Children of Daesh Survivors Have Rights Too: A Campaign to Amend the Yazidi Survivors Law
The Minorities and Displaced People masar (path) joins the national campaign to support the adoption of the Yazidi Survivors Law. The draft legislation will soon will be debated in the Iraqi parliament and should be improved upon. The draft is the first legal step taken to assist the victims of the genocide of Yezidi people.
The campaign focuses on the fact that the proposed law should include assistance for all victims. Survivors include women, men and children; some children have lost all family members and become orphans without a breadwinner. Some women were killed after being captured by Daesh while others died after their liberation, in part due to the horrors these women experienced and witnessed.

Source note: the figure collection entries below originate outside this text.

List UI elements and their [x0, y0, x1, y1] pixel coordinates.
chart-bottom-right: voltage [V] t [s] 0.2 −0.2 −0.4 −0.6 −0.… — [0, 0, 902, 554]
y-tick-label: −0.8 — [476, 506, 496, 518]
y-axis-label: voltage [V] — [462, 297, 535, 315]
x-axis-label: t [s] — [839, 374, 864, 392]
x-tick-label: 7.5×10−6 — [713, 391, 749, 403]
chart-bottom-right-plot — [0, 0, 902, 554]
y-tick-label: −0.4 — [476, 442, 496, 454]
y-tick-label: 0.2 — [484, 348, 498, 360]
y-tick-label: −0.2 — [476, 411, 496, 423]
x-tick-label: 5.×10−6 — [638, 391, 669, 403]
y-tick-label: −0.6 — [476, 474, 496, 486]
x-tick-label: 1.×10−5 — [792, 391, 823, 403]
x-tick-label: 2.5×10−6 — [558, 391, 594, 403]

Although the law recognizes the rights of female survivors, campaigners believe it should allow for consideration of other cases that require legal intervention. The campaign calls for addressing the most controversial gap in the law: its failure to provide a solution for children born out of the rapes of Yazidi women by Daesh fighters. The proposed law refers to the legal status of children born from surviving mothers and suggests that these children will be considered Muslim even if they were born to a Yezidi woman. The campaign calls for more practical solutions to this problem, which the law as currently drafted fails to resolve.
The campaign calls on Islamic and Yazidi religious authorities to find theological and social solutions to this problem, and urges parliamentarians to involve wider sectors of the Yezidi community, including civil society activists and experts, to address these specific issues.
The Minorities and Displaced People masar seeks to preserve the cultural and religious diversity in Iraq and has previously contributed to and commented on draft laws guaranteeing the rights of minorities. The masar works in cooperation with the Masarat Foundation and the Information Center for Research and Development, within the Iraqi Social Forum, as well as with the Iraqi Civil Society Solidarity Initiative (ICSSI) and the Italian organization Un Ponte Per, and with support and funding from the European Union.